The European Commission has proposed making gene-edited plants much easier to study and commercialize. Scientists welcomed this week’s draft proposal, which aims to accelerate research boosting the resilience of crops to climate change, pests, and diseases, and to develop plants that require fewer fertilizers. But it could take several years for it to be approved by the European Parliament and Council.
"It's a big step; I'm quite happy," says Agnès Ricroch, a plant geneticist at AgroParisTech. It has been difficult to get money to carry out research using genetically modified organisms (GMOs) and permission for field trials, she says. "I think this is going to change."
GMOs have historically faced stiff opposition in Europe. The draft law would enable the release of new crop varieties, such as disease-resistant potatoes that would require far less fungicide, says Matin Qaim, an agricultural economist at the University of Bonn. Gene editing allows researchers to make targeted changes to DNA and modify a plant much more quickly than with conventional breeding. "Many exciting technologies would come to the market within the next few years."
Critics of the proposal include the seed conservation organization Arche Noah, which opposes GMOs. "New genetic engineering is first and foremost a tool for corporations to squeeze their competitors out of the market and expand further their control over our food system," said Magdalena Prieler, the group's seed policy adviser, in a statement.
The proposal to deregulate what the Commission calls New Genomic Techniques, including gene-editing CRISPR/Cas, is part of a larger legal package promoting the sustainable use of natural resources. It also includes provisions on monitoring soil health and reducing food waste.
The Commission's proposal would address two issues that GMO proponents say are problematic under existing legislation governing GMOs. One is the length of time and cost needed to evaluate genetically modified crops. "It is almost impossible to get something approved for cultivation," says René Custers, regulatory affairs manager for VIB, a biotech research institute. A second issue relates to how regulators handle small genetic changes in crop plants, given that can be extremely difficult to know whether these changes came from conventional breeding or were the product of gene editing.
Scientists had once hoped that Europe would regulate gene editing more lightly than traditional genetic engineering techniques. But in 2018 the Court of Justice of the European Union ruled that gene editing falls under the law covering transgenic plants. The next year the European Council asked the Commission to study the issue. Its 2021 report concluded that the existing GMO legislation was not appropriate for gene editing and was holding back the development of innovative crops.
The draft law would exempt gene-edited plants from the current GMO law if they are equivalent to what could be accomplished with conventional plant breeding. "This would be a much, much better way of going ahead," says Richard Visser, a plant geneticist at Wageningen University & Research. These gene-edited plants would not require lengthy risk assessments, which would allow developers to bring them to market much sooner and without doing studies of potential harm to human health or the environment. Instead, researchers or companies would only need to demonstrate that the gene-edited plants are the same as conventional plants.
Plants would be exempt if no more than 20 nucleotides were added or replaced during the gene editing. This number comes from a 2011 study of the model plant Arabidopsis in which detectable natural genetic variations among individual plants were limited to this size. (Subsequent studies have found that natural variation within species can be much larger.) The limit of 20 nucleotides could restrict what scientists would be able to achieve through gene editing. They could improve disease resistance, for example, but perhaps not enhance traits that are under the control of many genes, such as yield.
The draft also allows researchers to use gene editing to add or move genes, as long as the genes already exist within what is called the breeder's gene pool. That flexibility is appealing because moving genes can lead to much more sophisticated effects, such as changing expression patterns, than simply knocking out a gene with a mutation, says plant geneticist Detlef Weigel of the Max Planck Institute for Biology Tübingen.
Plants with new traits not found in conventionally bred crops, such as herbicide resistance acquired by DNA from other species, would continue to be regulated under the existing law.
The draft law still prohibits gene-edited plants in organic agriculture and requires gene-edited seeds to be labeled. And companies or other developers must register the crops and their traits in a public database. Herbicide resistance is also excluded from the relaxed regulation, notes plant molecular biologist Holger Puchta of the Karlsruhe Institute of Technology. “The commission took into account the concerns of the NGOs [nongovernmental organizations] that want to have a drastic reduction of herbicide use in Europe," he says. Puchta hopes these prohibitions will win opponents of gene editing.
The first session to work on the legislation is scheduled for 25 July, but Ricroch warns that major action may be delayed until after parliamentary elections next year.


> **TASK INSTRUCTIONS**: Please copy every record below exactly and leave out the pictures.
++++ INFORMATION
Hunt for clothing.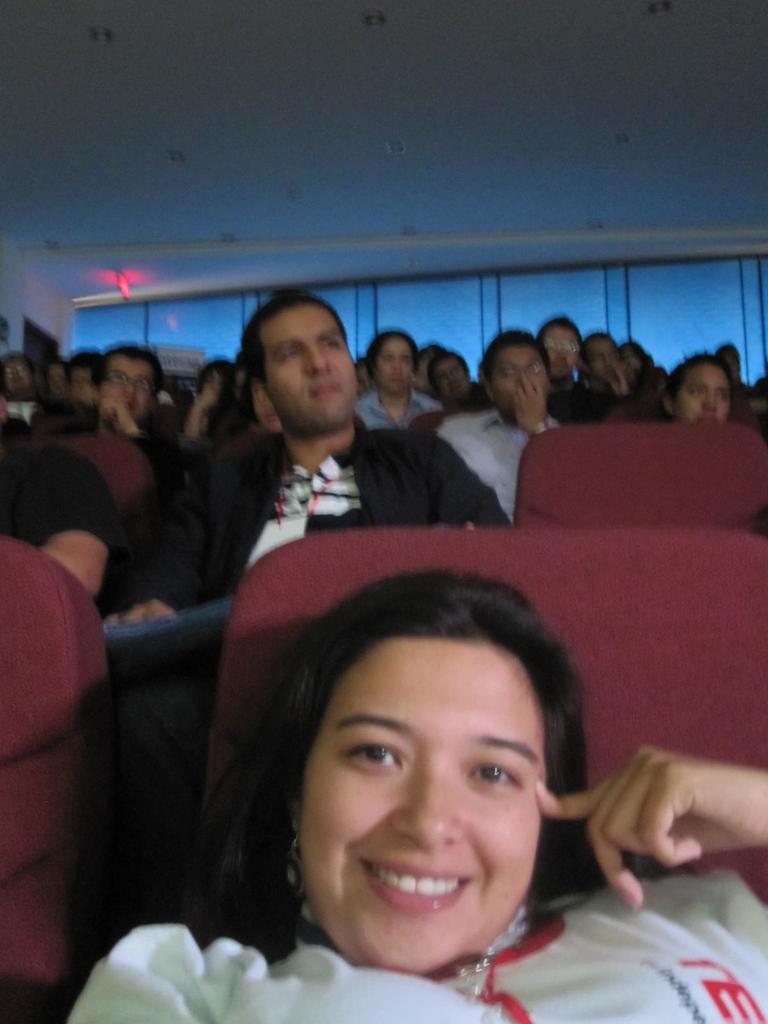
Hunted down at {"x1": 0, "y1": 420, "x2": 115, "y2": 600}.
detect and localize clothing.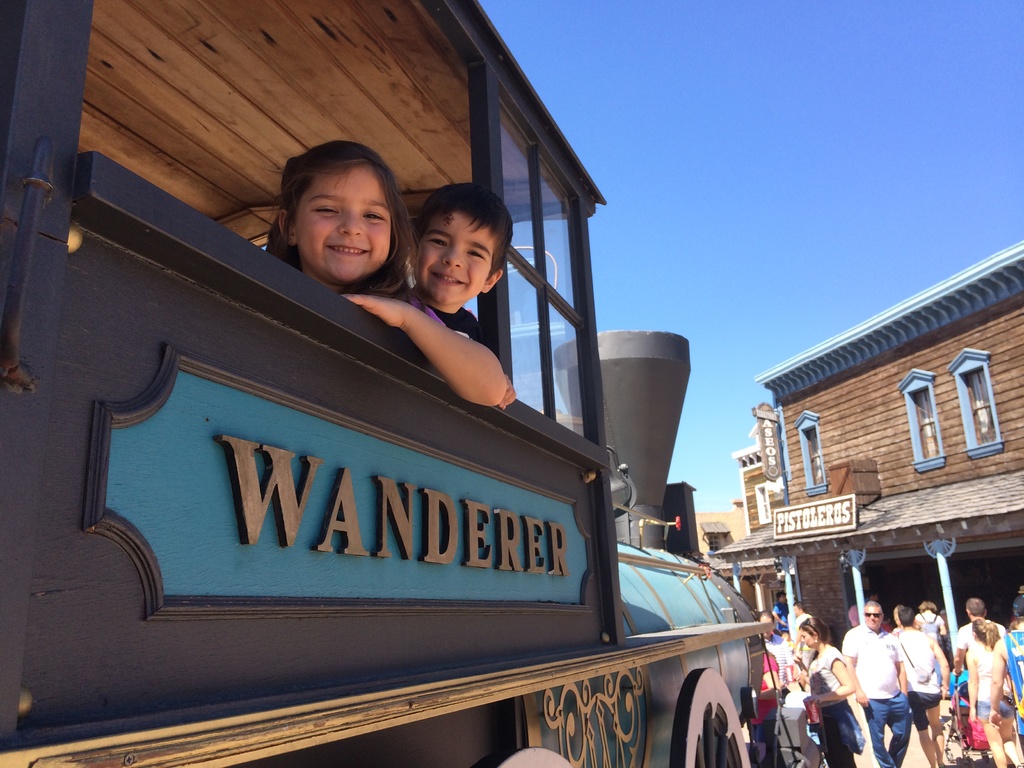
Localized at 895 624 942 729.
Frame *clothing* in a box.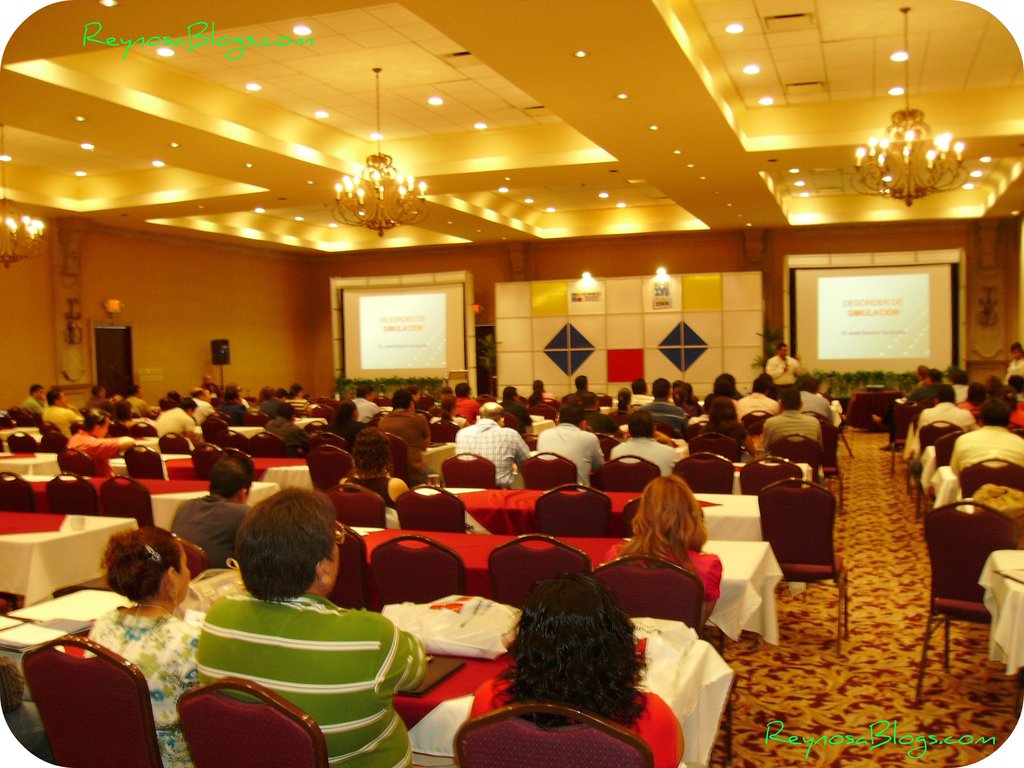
++++++++
> **SOLUTION FOR THIS EXERCISE**:
Hunt for clothing.
Hunted down at {"x1": 0, "y1": 420, "x2": 115, "y2": 600}.
detect and localize clothing.
Localized at 895 624 942 729.
Frame *clothing* in a box.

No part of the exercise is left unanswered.